Tiny Homes of Maine shuts down abruptly after 10 years
Tiny Homes of Maine shut down quietly after 10 years, less than two years after Hancock Lumber bought it and after helping Maine legalize tiny homes statewide.

Tiny Homes of Maine shut down quietly after a decade in business, less than two years after Hancock Lumber of Casco acquired the builder. Founder Corinne Watson confirmed by email that Hancock had decided to close the company indefinitely, and Hancock’s website said by May 2026 it had discontinued its tiny homes on wheels product line.
The closure lands hard because Tiny Homes of Maine helped turn a fringe idea into a recognizable part of Maine housing. Watson and her husband, Tom Small, started the company in Windham in 2015 after Watson left corporate life looking for work that felt more creative and socially meaningful. The business later moved to Houlton in 2018, and the family followed there in 2020. Demand exploded during the pandemic, and by 2022 the company reportedly had a two-year waiting list for more than 70 homes. At one point, it was also planning a 12,000-square-foot facility at the Houlton Industrial Park.

That growth did not spare it from turbulence. A Sept. 19, 2023 fire at the Houlton International Airport hangar destroyed Tiny Homes of Maine, Family Roots and HSC Auctions. The State Fire Marshal’s office later ruled the cause undetermined because of the severity of the blaze and the completeness of the burn. After the fire, Tiny Homes of Maine resettled in an 11,000-square-foot building in Dyer Brook, keeping the business moving even as its original base was gone.
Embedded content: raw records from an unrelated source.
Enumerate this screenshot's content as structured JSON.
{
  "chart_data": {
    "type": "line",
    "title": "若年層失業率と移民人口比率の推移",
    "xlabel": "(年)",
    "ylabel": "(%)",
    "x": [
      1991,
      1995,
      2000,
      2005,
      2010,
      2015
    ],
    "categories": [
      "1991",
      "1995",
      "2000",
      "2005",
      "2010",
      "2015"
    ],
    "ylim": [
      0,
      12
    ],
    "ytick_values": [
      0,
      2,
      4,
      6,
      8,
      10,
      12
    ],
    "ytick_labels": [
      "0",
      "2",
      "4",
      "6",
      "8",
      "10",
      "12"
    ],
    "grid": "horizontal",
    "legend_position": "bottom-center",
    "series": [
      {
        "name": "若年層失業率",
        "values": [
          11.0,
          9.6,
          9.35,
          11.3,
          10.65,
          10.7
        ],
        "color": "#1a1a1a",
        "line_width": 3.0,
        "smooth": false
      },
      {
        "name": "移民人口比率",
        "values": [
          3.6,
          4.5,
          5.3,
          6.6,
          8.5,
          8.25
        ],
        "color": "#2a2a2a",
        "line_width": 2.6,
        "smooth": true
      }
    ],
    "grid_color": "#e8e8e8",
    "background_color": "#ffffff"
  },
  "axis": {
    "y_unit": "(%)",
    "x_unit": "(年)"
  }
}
Hancock Lumber’s buy-in once looked like a path to scale. On Oct. 2, 2024, Hancock announced it had signed a letter of intent to acquire Tiny Homes of Maine and expected to close by the end of that month. Hancock described itself as a nearly 200-year-old, seventh-generation family lumber company with 700 employees, 7,500 acres of timberlands, four sawmills and 11 lumberyards in Maine and New Hampshire. Corinne Watson and Hancock executive Kevin Hancock later discussed the partnership on Maine Real Estate and Development Association’s MEREDA Matters in June 2025, underscoring how closely the builder had become tied to Maine’s housing conversation.
The shutdown also narrows the field for buyers and smaller builders working in the state’s tiny-home market. Tiny Homes of Maine had helped secure a legal definition for tiny homes in 2020 and then helped push Maine to allow them in every municipality the following year. The 2021 law requires towns to permit tiny homes on lots where single-family dwellings are allowed, or as accessory structures, subject to local land-use rules. Now, with Hancock having already dropped its tiny homes on wheels line, the state’s best-known tiny-home name is gone just as the rules had finally made the category easier to build around.